About: Advanced Programmable Interrupt Controller     Goto   Sponge   NotDistinct   Permalink

An Entity of Type : owl:Thing, within Data Space : el.dbpedia.org associated with source document(s)

In computing, Intel's Advanced Programmable Interrupt Controller (APIC) is a family of interrupt controllers. As its name suggests, the APIC is more advanced than Intel's 8259 Programmable Interrupt Controller (PIC), particularly enabling the construction of multiprocessor systems. It is one of several architectural designs intended to solve interrupt routing efficiency issues in multiprocessor computer systems.

AttributesValues
rdfs:label
  • Advanced Programmable Interrupt Controller (en)
rdfs:comment
  • In computing, Intel's Advanced Programmable Interrupt Controller (APIC) is a family of interrupt controllers. As its name suggests, the APIC is more advanced than Intel's 8259 Programmable Interrupt Controller (PIC), particularly enabling the construction of multiprocessor systems. It is one of several architectural designs intended to solve interrupt routing efficiency issues in multiprocessor computer systems. (en)
sameAs
dbp:wikiPageUsesTemplate
Subject
Link from a Wikipage to an external page
gold:hypernym
prov:wasDerivedFrom
Wikipage page ID
page length (characters) of wiki page
Wikipage revision ID
Link from a Wikipage to another Wikipage
has abstract
  • In computing, Intel's Advanced Programmable Interrupt Controller (APIC) is a family of interrupt controllers. As its name suggests, the APIC is more advanced than Intel's 8259 Programmable Interrupt Controller (PIC), particularly enabling the construction of multiprocessor systems. It is one of several architectural designs intended to solve interrupt routing efficiency issues in multiprocessor computer systems. The APIC is a split architecture design, with a local component (LAPIC) usually integrated into the processor itself, and an optional I/O APIC on a system bus. The first APIC was the 82489DX – it was a discrete chip that functioned both as local and I/O APIC. The 82489DX enabled construction of symmetric multiprocessor (SMP) systems with the Intel 486 and early Pentium processors; for example, the reference two-way 486 SMP system used three 82489DX chips, two as local APICs and one as I/O APIC. Starting with the P54C processor, the local APIC functionality was integrated into the Intel processors' silicon. The first dedicated I/O APIC was the Intel 82093AA, which was intended for PIIX3-based systems. (en)
foaf:isPrimaryTopicOf
is Wikipage redirect of
is Link from a Wikipage to another Wikipage of
Faceted Search & Find service v1.17_git151 as of Feb 20 2025


Alternative Linked Data Documents: ODE     Content Formats:   [cxml] [csv]     RDF   [text] [turtle] [ld+json] [rdf+json] [rdf+xml]     ODATA   [atom+xml] [odata+json]     Microdata   [microdata+json] [html]    About   
This material is Open Knowledge   W3C Semantic Web Technology [RDF Data] Valid XHTML + RDFa
OpenLink Virtuoso version 07.20.3240 as of Nov 11 2024, on Linux (x86_64-ubuntu_focal-linux-gnu), Single-Server Edition (72 GB total memory, 1 GB memory in use)
Data on this page belongs to its respective rights holders.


Problem
Look through the records below and give the number of lines holding the string "irvin", nothing more.

[Start of Attachment]

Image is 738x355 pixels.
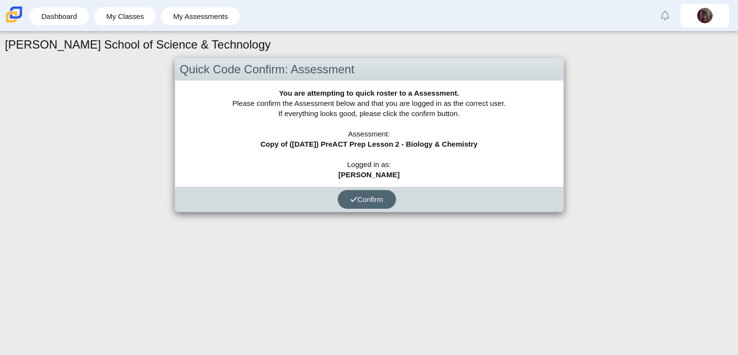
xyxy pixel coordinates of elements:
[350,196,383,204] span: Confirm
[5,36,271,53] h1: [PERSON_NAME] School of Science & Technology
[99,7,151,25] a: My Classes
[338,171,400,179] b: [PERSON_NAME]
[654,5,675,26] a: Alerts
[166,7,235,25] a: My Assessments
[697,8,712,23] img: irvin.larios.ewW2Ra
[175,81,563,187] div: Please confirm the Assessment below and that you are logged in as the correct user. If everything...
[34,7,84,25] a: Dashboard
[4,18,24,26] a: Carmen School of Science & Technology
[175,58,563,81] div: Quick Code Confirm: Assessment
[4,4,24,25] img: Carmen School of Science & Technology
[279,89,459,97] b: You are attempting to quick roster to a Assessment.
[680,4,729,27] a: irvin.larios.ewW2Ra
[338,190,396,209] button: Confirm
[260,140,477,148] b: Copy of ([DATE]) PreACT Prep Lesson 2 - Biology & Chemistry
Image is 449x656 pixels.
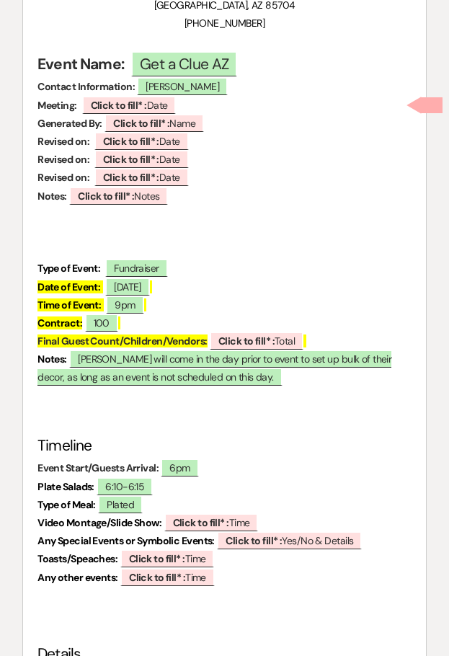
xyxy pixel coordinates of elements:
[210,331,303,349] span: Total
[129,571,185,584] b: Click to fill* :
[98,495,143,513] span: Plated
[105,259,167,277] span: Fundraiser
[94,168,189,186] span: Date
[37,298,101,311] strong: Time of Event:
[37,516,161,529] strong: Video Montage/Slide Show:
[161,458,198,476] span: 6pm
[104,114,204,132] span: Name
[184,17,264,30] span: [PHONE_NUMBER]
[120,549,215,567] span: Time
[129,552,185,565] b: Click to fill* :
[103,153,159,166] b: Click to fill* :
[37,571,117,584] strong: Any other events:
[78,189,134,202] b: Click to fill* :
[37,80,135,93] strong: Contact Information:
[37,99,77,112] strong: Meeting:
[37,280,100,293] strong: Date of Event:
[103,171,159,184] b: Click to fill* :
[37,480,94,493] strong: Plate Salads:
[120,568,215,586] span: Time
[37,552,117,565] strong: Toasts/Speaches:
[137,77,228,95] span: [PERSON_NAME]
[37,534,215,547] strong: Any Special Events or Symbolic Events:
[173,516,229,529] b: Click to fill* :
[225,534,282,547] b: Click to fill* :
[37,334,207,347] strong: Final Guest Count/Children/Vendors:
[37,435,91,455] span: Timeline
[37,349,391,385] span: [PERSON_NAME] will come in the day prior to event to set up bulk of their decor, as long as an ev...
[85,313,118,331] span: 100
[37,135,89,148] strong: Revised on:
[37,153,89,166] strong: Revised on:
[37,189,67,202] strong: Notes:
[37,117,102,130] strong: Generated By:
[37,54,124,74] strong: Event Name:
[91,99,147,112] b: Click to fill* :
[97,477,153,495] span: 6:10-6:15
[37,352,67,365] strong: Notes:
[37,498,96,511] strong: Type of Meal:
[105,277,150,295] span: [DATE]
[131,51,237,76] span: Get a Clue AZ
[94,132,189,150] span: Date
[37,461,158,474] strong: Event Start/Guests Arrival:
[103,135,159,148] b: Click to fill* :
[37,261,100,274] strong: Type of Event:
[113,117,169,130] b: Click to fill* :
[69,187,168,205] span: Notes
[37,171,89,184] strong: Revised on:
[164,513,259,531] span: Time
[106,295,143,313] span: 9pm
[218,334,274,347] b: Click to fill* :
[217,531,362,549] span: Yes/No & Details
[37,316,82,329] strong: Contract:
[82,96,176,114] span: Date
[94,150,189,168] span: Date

[End of Attachment]

Response area
2